Terry Gilliam - Personal Life

Personal Life

Gilliam has been married to the British make-up and costume designer Maggie Weston since 1973. She worked on Monty Python's Flying Circus, many of the Python movies, and Gilliam's movies up to The Adventures of Baron Munchausen. They have three children, Amy (b. 1978), Holly (b. 1980), and Harry (b. 1988), who have also appeared in several of Gilliam's films.

In 1968, Gilliam obtained British citizenship, then held dual American and British citizenship for the next 38 years. In January 2006 he renounced his American citizenship. In an interview with Der Tagesspiegel, he described the action as a protest against then President George W. Bush, and in an earlier interview with The Onion AV Club, he also indicated that it was related to concerns about future tax liability for his wife and children. As a result of renouncing his citizenship, Gilliam is only permitted to spend 30 days per year in the United States, fewer than ordinary British citizens. Gilliam maintains a residence in Italy near the Umbria-Tuscany border. He has been instrumental in establishing the annual Umbria Film Festival, held in the nearby hill town of Montone.

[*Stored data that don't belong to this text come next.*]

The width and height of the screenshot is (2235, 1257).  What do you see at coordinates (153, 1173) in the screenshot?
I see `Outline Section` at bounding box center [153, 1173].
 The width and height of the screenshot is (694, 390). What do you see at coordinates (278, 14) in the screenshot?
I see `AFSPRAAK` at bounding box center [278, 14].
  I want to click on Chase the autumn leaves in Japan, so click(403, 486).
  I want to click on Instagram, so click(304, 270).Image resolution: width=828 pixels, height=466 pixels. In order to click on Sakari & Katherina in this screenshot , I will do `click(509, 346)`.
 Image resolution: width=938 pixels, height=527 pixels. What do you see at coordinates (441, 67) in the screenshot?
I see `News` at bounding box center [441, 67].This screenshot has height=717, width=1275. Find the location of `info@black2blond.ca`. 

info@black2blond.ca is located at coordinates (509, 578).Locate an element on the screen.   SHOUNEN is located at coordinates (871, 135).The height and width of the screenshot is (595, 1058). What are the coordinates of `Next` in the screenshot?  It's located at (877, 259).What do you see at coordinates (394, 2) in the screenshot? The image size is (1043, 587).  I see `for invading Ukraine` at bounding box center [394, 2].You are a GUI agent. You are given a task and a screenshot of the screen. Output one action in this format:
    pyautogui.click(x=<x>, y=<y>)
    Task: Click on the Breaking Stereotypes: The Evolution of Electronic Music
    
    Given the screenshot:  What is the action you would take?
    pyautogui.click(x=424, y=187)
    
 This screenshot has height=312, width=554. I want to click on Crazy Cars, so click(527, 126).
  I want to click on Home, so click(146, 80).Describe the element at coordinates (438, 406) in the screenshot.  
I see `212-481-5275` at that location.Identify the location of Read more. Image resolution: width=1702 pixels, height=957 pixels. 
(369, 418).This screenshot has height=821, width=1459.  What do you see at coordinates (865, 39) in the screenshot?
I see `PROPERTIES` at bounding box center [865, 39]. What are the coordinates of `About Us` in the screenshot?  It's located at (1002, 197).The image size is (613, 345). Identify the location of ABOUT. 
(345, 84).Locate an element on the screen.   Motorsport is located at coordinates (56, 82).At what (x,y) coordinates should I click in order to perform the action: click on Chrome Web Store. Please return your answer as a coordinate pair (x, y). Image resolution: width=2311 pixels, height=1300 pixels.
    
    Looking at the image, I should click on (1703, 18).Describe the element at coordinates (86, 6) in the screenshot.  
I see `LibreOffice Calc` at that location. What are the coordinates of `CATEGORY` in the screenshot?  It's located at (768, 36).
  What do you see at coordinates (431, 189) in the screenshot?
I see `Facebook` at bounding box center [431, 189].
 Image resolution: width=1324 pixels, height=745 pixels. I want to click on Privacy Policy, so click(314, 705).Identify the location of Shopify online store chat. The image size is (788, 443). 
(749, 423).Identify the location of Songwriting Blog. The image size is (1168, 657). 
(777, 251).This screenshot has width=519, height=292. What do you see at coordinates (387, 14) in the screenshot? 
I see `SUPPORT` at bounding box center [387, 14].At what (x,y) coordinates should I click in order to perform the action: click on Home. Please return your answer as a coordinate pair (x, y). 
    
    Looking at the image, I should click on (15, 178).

Read more about this topic:  Terry Gilliam

Famous quotes containing the words personal life, personal and/or life:

    Wherever the State touches the personal life of the infant, the child, the youth, or the aged, helpless, defective in mind, body or moral nature, there the State enters “woman’s peculiar sphere,” her sphere of motherly succor and training, her sphere of sympathetic and self-sacrificing ministration to individual lives.
    Anna Garlin Spencer (1851–1931)

    Fine art is the subtlest, the most seductive, the most effective instrument of moral propaganda in the world, excepting only the example of personal conduct; and I waive even this exception in favor of the art of the stage, because it works by exhibiting examples of personal conduct made intelligible and moving to crowds of unobservant unreflecting people to whom real life means nothing.
    George Bernard Shaw (1856–1950)

    when this life is from the body fled,
    To see it selfe in that eternall Glasse,
    Where time doth end, and thoughts accuse the dead,
    Where all to come, is one with all that was;
    Then living men aske how he left his breath,
    That while he lived never thought of death.